Let them eat McDonalds says director, Mark Mylod, with one of Searchlight Picture’s newest star-studded original films, The Menu. There’s a lot going for this film: Ralph Fiennes’ hypnotic performance as psychopath Gordon Ramsay, a hauntingly memorable score by Colin Stetson, and Peter Deming’s masterful camerawork weave gorgeously together to create what really is an entertaining time with friends and family. But sadly, that’s where the buck stops.

At the end of the day, the film rings hollow: there’s enough Christopher Nolan brand spectacle and pseudo-intellectualism to satisfy most viewers exiting the theater (or more likely, turning off their streaming device), but you’re left with a sour taste once you inevitably realize that there is no depth to the film at all.

The Menu stars Ralph Fiennes as a psychotic chef at a restaurant for the ultra-rich

Class is used as a buzzword in the hopes that the film will appear profound, but frankly, the message of the film is insulting. The protagonist is named Margo, a sex-worker who manages to escape because she fulfills the crazed chef’s fantasy of having his high-end food rejected for a ten dollar cheese burger to go. Chef Slowik, his staff, and the wealthy clients trapped on the island perish explosively as Margo hungrily scarfs down the burger on the boat she escapes on. 

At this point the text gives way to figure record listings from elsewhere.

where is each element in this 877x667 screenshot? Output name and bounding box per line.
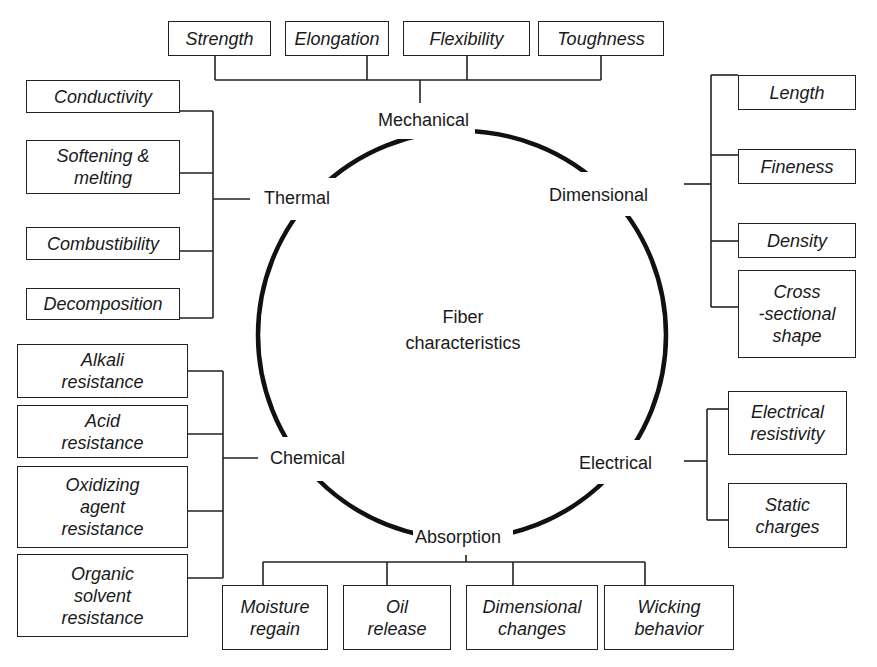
box-density: Density xyxy=(738,223,856,258)
category-chemical: Chemical xyxy=(270,447,345,469)
box-conductivity: Conductivity xyxy=(26,80,180,113)
center-label-line2: characteristics xyxy=(363,330,563,356)
box-electrical-resistivity: Electrical resistivity xyxy=(728,391,847,455)
box-static-charges: Static charges xyxy=(728,483,847,548)
box-strength: Strength xyxy=(168,21,271,56)
box-length: Length xyxy=(738,75,856,110)
box-dimensional-changes: Dimensional changes xyxy=(466,585,598,650)
box-moisture-regain: Moisture regain xyxy=(222,585,328,650)
center-label: Fiber characteristics xyxy=(363,304,563,356)
box-fineness: Fineness xyxy=(738,149,856,184)
category-absorption: Absorption xyxy=(415,526,501,548)
category-mechanical: Mechanical xyxy=(378,109,469,131)
box-flexibility: Flexibility xyxy=(403,21,530,56)
category-electrical: Electrical xyxy=(579,452,652,474)
box-combustibility: Combustibility xyxy=(26,227,180,260)
box-oxidizing-agent-resistance: Oxidizing agent resistance xyxy=(17,466,188,548)
box-cross-sectional-shape: Cross -sectional shape xyxy=(738,270,856,358)
box-wicking-behavior: Wicking behavior xyxy=(604,585,734,650)
box-acid-resistance: Acid resistance xyxy=(17,405,188,458)
box-decomposition: Decomposition xyxy=(26,288,180,320)
box-oil-release: Oil release xyxy=(343,585,451,650)
box-organic-solvent-resistance: Organic solvent resistance xyxy=(17,554,188,637)
box-alkali-resistance: Alkali resistance xyxy=(17,344,188,398)
box-elongation: Elongation xyxy=(285,21,389,56)
category-dimensional: Dimensional xyxy=(549,184,648,206)
category-thermal: Thermal xyxy=(264,187,330,209)
box-softening-melting: Softening & melting xyxy=(26,140,180,194)
fiber-characteristics-diagram: Fiber characteristics Mechanical Thermal… xyxy=(0,0,877,667)
center-label-line1: Fiber xyxy=(363,304,563,330)
box-toughness: Toughness xyxy=(538,21,664,56)
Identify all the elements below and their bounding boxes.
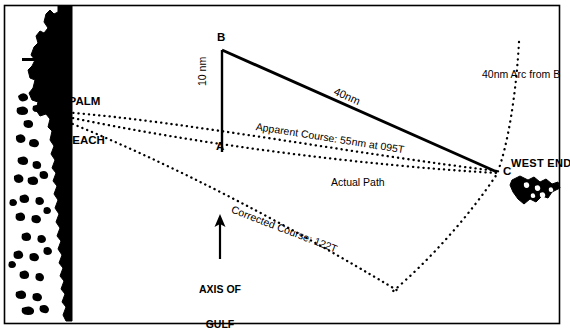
gulf-stream-axis-arrow: [215, 214, 226, 259]
point-label-a: A: [216, 140, 224, 152]
arc-label-40nm-from-b: 40nm Arc from B: [482, 68, 560, 80]
measure-label-leg-ab: 10 nm: [196, 57, 208, 86]
palm-beach-line-1: PALM: [64, 95, 105, 108]
point-label-b: B: [217, 31, 225, 43]
segment-b-to-c: [222, 50, 497, 172]
gulf-stream-axis-note: AXIS OF GULF STREAM (FROM CHART): [164, 261, 276, 334]
figure-canvas: PALM BEACH B A C WEST END 10 nm 40nm App…: [0, 0, 570, 334]
florida-coastline: [8, 6, 72, 321]
axis-note-line-1: AXIS OF: [164, 284, 276, 296]
west-end-island: [510, 176, 560, 204]
axis-note-line-2: GULF: [164, 319, 276, 331]
place-label-west-end: WEST END: [511, 157, 570, 169]
place-label-palm-beach: PALM BEACH: [64, 69, 105, 173]
course-label-actual: Actual Path: [331, 176, 385, 188]
palm-beach-line-2: BEACH: [64, 134, 105, 147]
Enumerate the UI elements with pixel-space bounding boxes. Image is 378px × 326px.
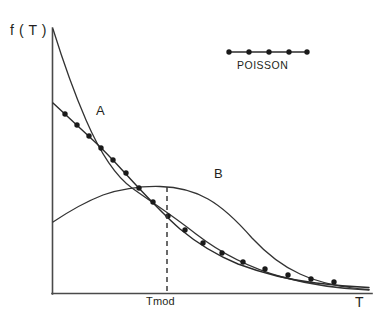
curve-poisson-path	[53, 103, 369, 288]
poisson-marker	[308, 276, 313, 281]
poisson-marker	[150, 199, 155, 204]
curve-b-path	[53, 186, 369, 289]
poisson-marker	[98, 145, 103, 150]
legend-marker	[286, 49, 291, 54]
legend-marker	[304, 49, 309, 54]
curve-a-label: A	[96, 104, 105, 117]
poisson-marker	[110, 157, 115, 162]
legend-marker	[246, 49, 251, 54]
tmod-tick-label: Tmod	[146, 296, 175, 307]
poisson-marker	[200, 240, 205, 245]
poisson-marker	[74, 122, 79, 127]
poisson-marker	[182, 227, 187, 232]
poisson-marker	[62, 111, 67, 116]
poisson-marker	[165, 213, 170, 218]
poisson-marker	[262, 266, 267, 271]
legend-group	[226, 49, 309, 54]
legend-poisson-label: POISSON	[237, 60, 288, 71]
curve-b-label: B	[214, 167, 223, 180]
poisson-marker	[285, 272, 290, 277]
chart-figure: f ( T ) T Tmod A B POISSON	[0, 0, 378, 326]
poisson-marker	[136, 185, 141, 190]
axes-group	[52, 28, 372, 294]
poisson-marker	[331, 279, 336, 284]
x-axis-label: T	[355, 295, 364, 309]
legend-marker	[266, 49, 271, 54]
poisson-marker	[86, 133, 91, 138]
legend-marker	[226, 49, 231, 54]
plot-area	[0, 0, 378, 326]
y-axis-label: f ( T )	[10, 23, 47, 37]
poisson-marker	[123, 170, 128, 175]
poisson-marker	[219, 250, 224, 255]
poisson-marker	[240, 259, 245, 264]
poisson-markers	[62, 111, 336, 284]
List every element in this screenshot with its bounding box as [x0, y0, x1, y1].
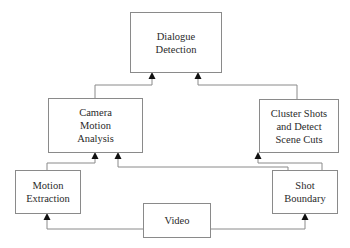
arrowhead-icon: [149, 72, 156, 79]
arrowhead-icon: [115, 152, 122, 159]
node-label: Analysis: [77, 132, 114, 145]
node-label: Shot: [295, 179, 314, 192]
edge-motion-extraction-to-camera: [47, 158, 95, 170]
edge-video-to-motion-extraction: [47, 219, 143, 229]
node-label: Detection: [156, 43, 197, 56]
node-label: Motion: [80, 119, 111, 132]
arrowhead-icon: [302, 213, 309, 220]
node-label: Boundary: [284, 192, 325, 205]
node-dialogue-detection: Dialogue Detection: [130, 12, 222, 73]
arrowhead-icon: [44, 213, 51, 220]
arrowhead-icon: [255, 152, 262, 159]
node-label: Video: [164, 214, 189, 227]
node-label: Extraction: [26, 192, 70, 205]
edge-shot-boundary-to-cluster: [258, 158, 322, 170]
node-label: Scene Cuts: [276, 133, 323, 146]
node-motion-extraction: Motion Extraction: [15, 170, 81, 214]
node-label: and Detect: [276, 120, 321, 133]
node-shot-boundary: Shot Boundary: [272, 170, 338, 214]
edge-cluster-to-dialogue: [198, 78, 297, 99]
node-video: Video: [143, 203, 211, 238]
node-label: Motion: [33, 179, 64, 192]
node-label: Dialogue: [157, 30, 196, 43]
node-label: Camera: [79, 106, 112, 119]
arrowhead-icon: [195, 72, 202, 79]
edge-shot-boundary-to-camera: [118, 158, 288, 170]
node-camera-motion-analysis: Camera Motion Analysis: [48, 98, 143, 153]
edge-camera-to-dialogue: [95, 78, 152, 98]
edge-video-to-shot-boundary: [210, 219, 305, 229]
arrowhead-icon: [92, 152, 99, 159]
node-label: Cluster Shots: [271, 107, 327, 120]
node-cluster-shots-detect-scene-cuts: Cluster Shots and Detect Scene Cuts: [259, 99, 339, 153]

So what’s the message? Satisfy the white man in power if you want to survive? Flipping burgers is more fulfilling than pursuing your passion? Whatever hang ups you might have about Rian Johnson’s Glass Onion (assuming you’ve watched it), it’s hard not to admit that the imagery it closes with is powerful and evocative of radical leftist rebellion; unlike The Menu, Glass Onion actually says, eat the rich.  

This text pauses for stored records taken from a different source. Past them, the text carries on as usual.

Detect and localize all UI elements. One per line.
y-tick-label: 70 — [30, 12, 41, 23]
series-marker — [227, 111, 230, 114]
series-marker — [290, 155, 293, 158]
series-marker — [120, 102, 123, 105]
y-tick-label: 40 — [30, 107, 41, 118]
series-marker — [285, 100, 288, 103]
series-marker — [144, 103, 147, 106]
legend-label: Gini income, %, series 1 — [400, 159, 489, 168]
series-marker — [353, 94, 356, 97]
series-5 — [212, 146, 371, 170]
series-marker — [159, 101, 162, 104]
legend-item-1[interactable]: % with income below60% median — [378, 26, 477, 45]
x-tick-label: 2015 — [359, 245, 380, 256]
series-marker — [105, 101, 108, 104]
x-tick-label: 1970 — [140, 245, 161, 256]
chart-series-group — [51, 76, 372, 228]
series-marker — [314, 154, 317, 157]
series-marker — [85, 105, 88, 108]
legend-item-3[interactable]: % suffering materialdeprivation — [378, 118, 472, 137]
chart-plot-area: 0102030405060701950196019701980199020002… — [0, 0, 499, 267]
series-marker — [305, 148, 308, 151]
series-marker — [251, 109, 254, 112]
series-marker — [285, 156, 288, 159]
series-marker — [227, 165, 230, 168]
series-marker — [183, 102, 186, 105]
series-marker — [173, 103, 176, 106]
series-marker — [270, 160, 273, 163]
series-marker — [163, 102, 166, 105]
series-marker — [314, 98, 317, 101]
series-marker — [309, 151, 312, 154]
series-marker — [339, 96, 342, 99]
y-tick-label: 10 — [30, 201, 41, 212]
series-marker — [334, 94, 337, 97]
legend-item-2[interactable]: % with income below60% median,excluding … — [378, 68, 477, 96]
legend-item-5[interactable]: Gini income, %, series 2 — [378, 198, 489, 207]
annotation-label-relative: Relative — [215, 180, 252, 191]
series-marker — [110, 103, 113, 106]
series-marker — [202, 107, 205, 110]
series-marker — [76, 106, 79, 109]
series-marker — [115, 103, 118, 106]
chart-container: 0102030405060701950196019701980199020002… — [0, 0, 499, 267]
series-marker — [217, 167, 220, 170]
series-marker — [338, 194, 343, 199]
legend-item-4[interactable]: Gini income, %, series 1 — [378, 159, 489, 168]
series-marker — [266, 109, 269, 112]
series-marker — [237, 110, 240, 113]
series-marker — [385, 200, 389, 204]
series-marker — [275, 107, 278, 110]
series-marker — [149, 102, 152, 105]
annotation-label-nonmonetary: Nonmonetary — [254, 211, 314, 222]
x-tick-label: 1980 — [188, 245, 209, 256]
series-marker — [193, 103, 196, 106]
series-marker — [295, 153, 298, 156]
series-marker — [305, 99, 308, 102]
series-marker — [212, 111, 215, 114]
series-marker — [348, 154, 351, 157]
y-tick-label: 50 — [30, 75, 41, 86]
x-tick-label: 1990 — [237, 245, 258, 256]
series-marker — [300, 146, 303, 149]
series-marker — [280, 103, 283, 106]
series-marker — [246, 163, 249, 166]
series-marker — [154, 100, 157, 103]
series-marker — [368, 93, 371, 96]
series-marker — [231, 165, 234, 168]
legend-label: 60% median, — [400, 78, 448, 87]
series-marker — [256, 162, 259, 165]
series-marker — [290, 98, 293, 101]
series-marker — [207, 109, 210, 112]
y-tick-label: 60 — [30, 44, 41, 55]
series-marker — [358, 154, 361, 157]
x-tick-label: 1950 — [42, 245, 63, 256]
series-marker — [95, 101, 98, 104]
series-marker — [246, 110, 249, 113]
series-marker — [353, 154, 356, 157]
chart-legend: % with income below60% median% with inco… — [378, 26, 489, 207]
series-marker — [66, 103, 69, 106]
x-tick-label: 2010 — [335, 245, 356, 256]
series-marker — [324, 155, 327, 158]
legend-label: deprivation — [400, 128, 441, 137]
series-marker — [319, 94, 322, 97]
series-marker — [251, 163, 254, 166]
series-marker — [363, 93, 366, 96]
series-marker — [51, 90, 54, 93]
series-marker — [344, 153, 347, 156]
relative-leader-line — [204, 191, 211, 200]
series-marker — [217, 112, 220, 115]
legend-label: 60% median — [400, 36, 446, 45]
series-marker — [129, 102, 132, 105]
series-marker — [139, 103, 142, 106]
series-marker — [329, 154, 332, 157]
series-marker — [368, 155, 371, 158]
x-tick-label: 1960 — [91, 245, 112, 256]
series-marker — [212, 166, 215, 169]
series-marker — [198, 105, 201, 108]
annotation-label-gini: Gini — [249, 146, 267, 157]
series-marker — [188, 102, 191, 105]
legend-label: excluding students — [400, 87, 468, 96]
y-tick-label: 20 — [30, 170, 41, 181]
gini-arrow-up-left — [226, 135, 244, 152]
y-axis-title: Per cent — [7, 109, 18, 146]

Glass Onion is a film that tells us to burn down our oppressive institutions to the ground

Mylod writes in a snooty critic to dismiss criticism as a whole, insinuating that they destroy artists arbitrarily because they are given too much authority— that artists can’t fail because their work… might not actually be that good. And Tyler, played by Nicholas Holte, is created to criticize fans who obsess over things they can’t do themselves. It’s as if to say that only people who know how to do it should enjoy it, whatever it may be. 

The film, like Fight Club, The Dark Knight, and American Psycho, is essentially about cults and intoxicating cult leaders. But unlike the movies mentioned, the ideology and allure of the cult is never developed in The Menu, robbing it of the entire premise’s appeal. We watch people burn themselves alive for Chef Slowik, but we never quite get why, and that’s extremely disappointing!   

I desperately wanted to love the film, but it’s best described as a bunch of interesting ideas, loosely strung together in the hopes that viewers will make something of it. Once it’s in their hands though, it quickly falls apart and any meaning you might try to extract from the film ceases to make sense once you think about it for two or three seconds. There are a lot of reasons to watch it — just don’t be surprised when you’re left hungrier than before.